How Do I Give Inspiring Goals?

Often because the teams are part of the journey of finding the KVIs, they probably already feel connected with the goals. But not everybody was part of that journey. And as time passes, other people join. Therefore, successful leaders repeatedly ensure that the goals are clear and still inspiring. They know that inspiring goals are crucial because the job of the teams is often challenging. When searching for solutions, implementing improvements, and exceeding customer expectations, a lot of things are expected from the agile teams. It often takes a lot of energy and perseverance to achieve these goals. It is no longer about carrying out daily activities from 9 to 5, but about continuing to look for solutions creatively and searching elsewhere if these solutions initially do not work or when feedback from the customers is harsh.

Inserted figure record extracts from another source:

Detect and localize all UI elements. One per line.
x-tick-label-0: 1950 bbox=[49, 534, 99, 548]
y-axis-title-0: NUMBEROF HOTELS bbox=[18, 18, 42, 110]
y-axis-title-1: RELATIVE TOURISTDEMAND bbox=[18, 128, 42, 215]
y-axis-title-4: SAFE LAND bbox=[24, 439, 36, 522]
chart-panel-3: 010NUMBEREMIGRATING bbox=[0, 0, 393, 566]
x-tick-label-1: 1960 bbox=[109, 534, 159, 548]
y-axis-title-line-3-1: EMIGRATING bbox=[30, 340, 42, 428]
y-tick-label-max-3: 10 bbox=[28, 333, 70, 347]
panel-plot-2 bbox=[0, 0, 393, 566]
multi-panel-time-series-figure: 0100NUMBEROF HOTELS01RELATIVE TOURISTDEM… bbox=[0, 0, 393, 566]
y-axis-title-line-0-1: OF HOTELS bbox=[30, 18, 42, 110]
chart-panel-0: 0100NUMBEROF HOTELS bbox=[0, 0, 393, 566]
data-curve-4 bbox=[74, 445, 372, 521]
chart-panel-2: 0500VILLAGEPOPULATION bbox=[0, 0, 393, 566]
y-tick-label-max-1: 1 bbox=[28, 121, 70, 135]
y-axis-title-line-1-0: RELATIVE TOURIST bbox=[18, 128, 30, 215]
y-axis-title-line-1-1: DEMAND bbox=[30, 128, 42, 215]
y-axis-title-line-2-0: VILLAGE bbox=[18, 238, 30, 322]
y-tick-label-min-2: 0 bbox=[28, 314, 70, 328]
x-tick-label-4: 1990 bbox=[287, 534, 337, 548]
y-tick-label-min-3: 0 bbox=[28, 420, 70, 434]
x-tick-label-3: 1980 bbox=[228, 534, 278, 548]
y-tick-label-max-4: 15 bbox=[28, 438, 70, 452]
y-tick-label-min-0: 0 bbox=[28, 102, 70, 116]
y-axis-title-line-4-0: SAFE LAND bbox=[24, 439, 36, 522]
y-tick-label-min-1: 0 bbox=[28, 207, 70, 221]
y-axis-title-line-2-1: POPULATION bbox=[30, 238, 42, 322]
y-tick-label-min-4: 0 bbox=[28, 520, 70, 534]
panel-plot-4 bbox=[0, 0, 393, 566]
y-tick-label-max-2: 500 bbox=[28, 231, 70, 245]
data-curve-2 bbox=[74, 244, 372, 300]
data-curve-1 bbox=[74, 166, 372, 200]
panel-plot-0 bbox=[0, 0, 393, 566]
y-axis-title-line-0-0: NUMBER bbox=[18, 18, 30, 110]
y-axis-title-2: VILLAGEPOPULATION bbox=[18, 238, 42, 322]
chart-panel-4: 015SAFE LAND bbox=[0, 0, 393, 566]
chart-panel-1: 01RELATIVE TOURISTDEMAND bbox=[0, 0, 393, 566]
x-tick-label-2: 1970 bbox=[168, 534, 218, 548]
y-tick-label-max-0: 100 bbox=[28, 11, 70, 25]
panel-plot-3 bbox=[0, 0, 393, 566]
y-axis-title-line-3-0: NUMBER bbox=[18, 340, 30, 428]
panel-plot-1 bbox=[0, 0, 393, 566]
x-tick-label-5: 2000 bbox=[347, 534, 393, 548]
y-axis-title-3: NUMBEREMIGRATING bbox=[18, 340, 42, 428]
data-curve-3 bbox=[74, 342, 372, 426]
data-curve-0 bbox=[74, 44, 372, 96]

But how do you ensure that these goals are inspiring? Over the years, I have been able to meet several inspiring agile leaders. They know how to get people moving, working together in teams and overcoming obstacles together. How do they do that? I have interviewed, observed, and had heart-to-heart chats with several agile leaders. Being inspiring is not a trick; true inspiration is about authenticity and vulnerability.

In addition, I discovered a few things that these successful agile leaders have in common when they speak to large or small groups:

  1. Dream. They have a passion, an inspiring vision. They can explain their vision in such a way that it becomes very tangible and relatable. This gives the teams the trust and the energy to go for it.

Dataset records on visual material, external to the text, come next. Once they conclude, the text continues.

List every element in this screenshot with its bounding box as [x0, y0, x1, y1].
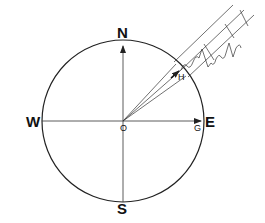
incident-beam — [123, 5, 254, 121]
diagram-canvas: N S W E O G H — [0, 0, 265, 223]
label-north: N — [117, 25, 128, 40]
label-east: E — [205, 114, 215, 129]
label-west: W — [26, 114, 40, 129]
label-h: H — [178, 73, 185, 82]
label-south: S — [117, 201, 127, 216]
label-origin: O — [120, 124, 127, 133]
diagram-drawing — [0, 0, 265, 223]
label-g: G — [194, 124, 201, 133]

  2. Customer focus. This dream is not internal to the company but oriented toward the customer. The focus is on what teams can mean to customers and how they can have a positive impact.

  3. Vulnerability. Agile leaders show courage by being vulnerable to large groups. They indicate that they can’t do it themselves and that they do not have all the answers. They are imperfect, and they make mistakes. But they act not out of uncertainty, but out of authenticity.

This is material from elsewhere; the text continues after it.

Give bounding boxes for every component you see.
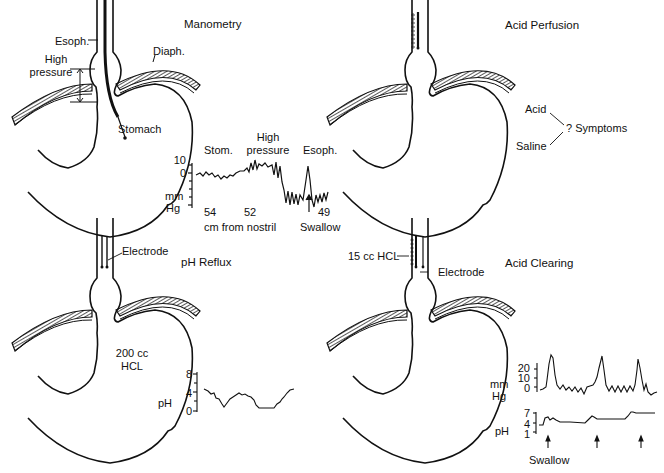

  4. Exploration. They do not present a detailed plan, but a voyage of discovery and exploration. They outline in their own words that it is too complex and unpredictable to know what exactly is needed to be successful. They can’t give any guarantees about what exactly is going to happen or how it will look in detail. The call is to help each other and not to go for self-interest or short-term solutions.

  5. Pain. They are honest about the effort and the pain it will cost in the coming period. It will not be an easy path, and setbacks are part of it.

In many cases it came down to courage. Agile leaders could have postponed the change, continuing to do what they always did. That would have led to less risk and pain in the short run. But they stuck their necks out and chose to inspire. They wanted to turn around the way customers were served and the way the talents and opportunities of employees were utilized. This ultimately led to a change that yielded more than just company results. In many cases, employees started to believe in themselves, and customers were satisfied with the products and services supplied.

It is the agile leader’s job to ensure that each team has that clear and inspiring focus on what they need to achieve. In practice, this means ensuring that the team understands why products and services are of interest to customers and how this generates value for the company.